Python integers automatically handle large values, so there is no overflow risk. In languages with fixed-width integers, a 32-bit signed integer is still enough here because the largest triangular sum stays near 10^9.
Worked Examples
Example 1
Input:
2
| Iteration | k | total | total >= x | (total - x) even? |
|---|---|---|---|---|
| Start | 0 | 0 | No | Yes |
| 1 | 1 | 1 | No | No |
| 2 | 2 | 3 | Yes | No |
| 3 | 3 | 6 | Yes | Yes |
Output:
3
This trace demonstrates why exceeding the target is not enough. After two jumps we can reach 3, 1, -1, or -3, but not 2. The parity mismatch blocks it.
Example 2
Input:
5
| Iteration | k | total | total >= x | (total - x) even? |
|---|---|---|---|---|
| Start | 0 | 0 | No | No |
| 1 | 1 | 1 | No | Yes |
| 2 | 2 | 3 | No | Yes |
| 3 | 3 | 6 | Yes | No |
| 4 | 4 | 10 | Yes | No |
| 5 | 5 | 15 | Yes | Yes |
Output:
5
This example shows that one extra jump is not always enough to fix parity. Adding jump 4 changed the total from 6 to 10, which still differs from 5 by an odd number.
Complexity Analysis
| Measure | Complexity | Explanation |
|---|---|---|
| Time | O(sqrt(x)) | The triangular sum grows quadratically, so the loop runs about sqrt(2x) times |
| Space | O(1) | Only a few integer variables are stored |
For x = 10^9, the loop executes roughly 45000 iterations, which is tiny for a 1-second time limit. Memory usage is constant.
Test Cases
# helper: run solution on input string, return output string
import sys
import io
def solve():
import sys
input = sys.stdin.readline
x = abs(int(input()))
k = 0
total = 0
while total < x or (total - x) % 2 != 0:
k += 1
total += k
print(k)
def run(inp: str) -> str:
backup_stdin = sys.stdin
backup_stdout = sys.stdout
sys.stdin = io.StringIO(inp)
sys.stdout = io.StringIO()
solve()
out = sys.stdout.getvalue()
sys.stdin = backup_stdin
sys.stdout = backup_stdout
return out
# provided sample
assert run("2\n") == "3\n", "sample 1"
# minimum value
assert run("0\n") == "0\n", "already at origin"
# negative target
assert run("-2\n") == "3\n", "symmetry around zero"
# exact triangular number
assert run("6\n") == "3\n", "1+2+3 reaches target exactly"
# parity adjustment case
assert run("5\n") == "5\n", "needs extra jumps for parity"
# large boundary
assert run("1000000000\n") == "44723\n", "large input performance"

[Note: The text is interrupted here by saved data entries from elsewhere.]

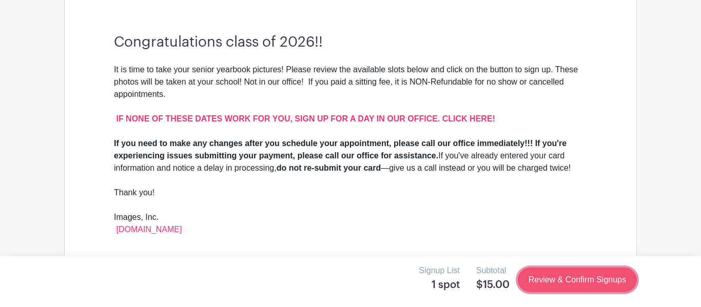 This screenshot has width=701, height=307. I want to click on a: IF NONE OF THESE DATES WORK FOR YOU, SIGN UP FOR A DAY IN OUR OFFICE. CLICK HERE!, so click(305, 119).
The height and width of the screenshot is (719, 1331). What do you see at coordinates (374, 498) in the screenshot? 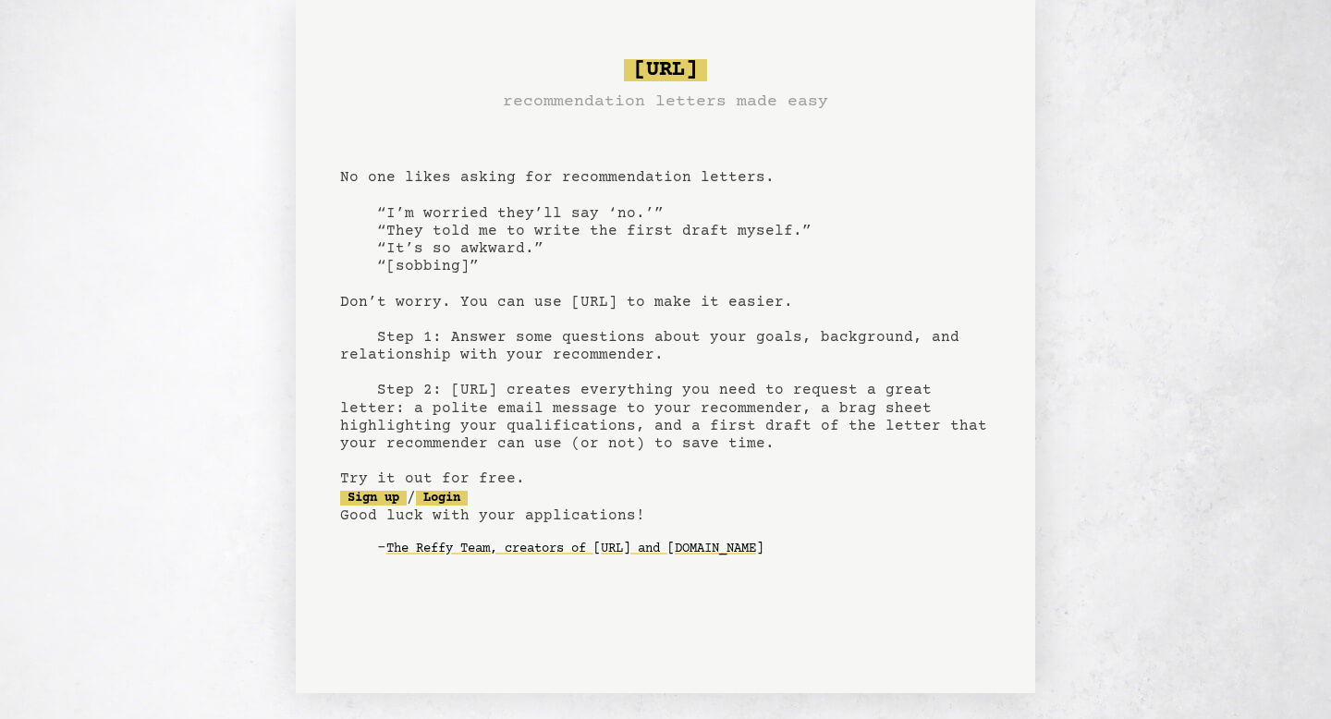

| Test input | Expected output | What it validates |
|---|---|---|
0 |
0 |
No jumps needed |
-2 |
3 |
Symmetry for negative targets |
6 |
3 |
Exact triangular sum case |
5 |
5 |
Multiple parity corrections |
1000000000 |
44723 |
Performance near upper bound |
Edge Cases
Consider the input:
0
The algorithm immediately succeeds because total = 0 already satisfies both conditions. The loop never runs, and the answer is correctly 0.
Now consider:
-2
The algorithm converts this to 2. The iterations become identical to the earlier worked example. After three jumps we have total = 6, and 6 - 2 = 4 is even, so the answer is 3. Mirroring directions transforms any solution for 2 into a solution for -2.
The parity trap appears clearly with:
2
After two jumps the total is 3. Since 3 - 2 = 1 is odd, no subset of jumps can adjust the position to exactly 2. The algorithm correctly continues one more step.
A more subtle parity case is:
5
The totals evolve as 1, 3, 6, 10, 15. The first two totals are too small. The next two have odd difference from 5. Only 15 produces an even difference. The algorithm correctly outputs 5.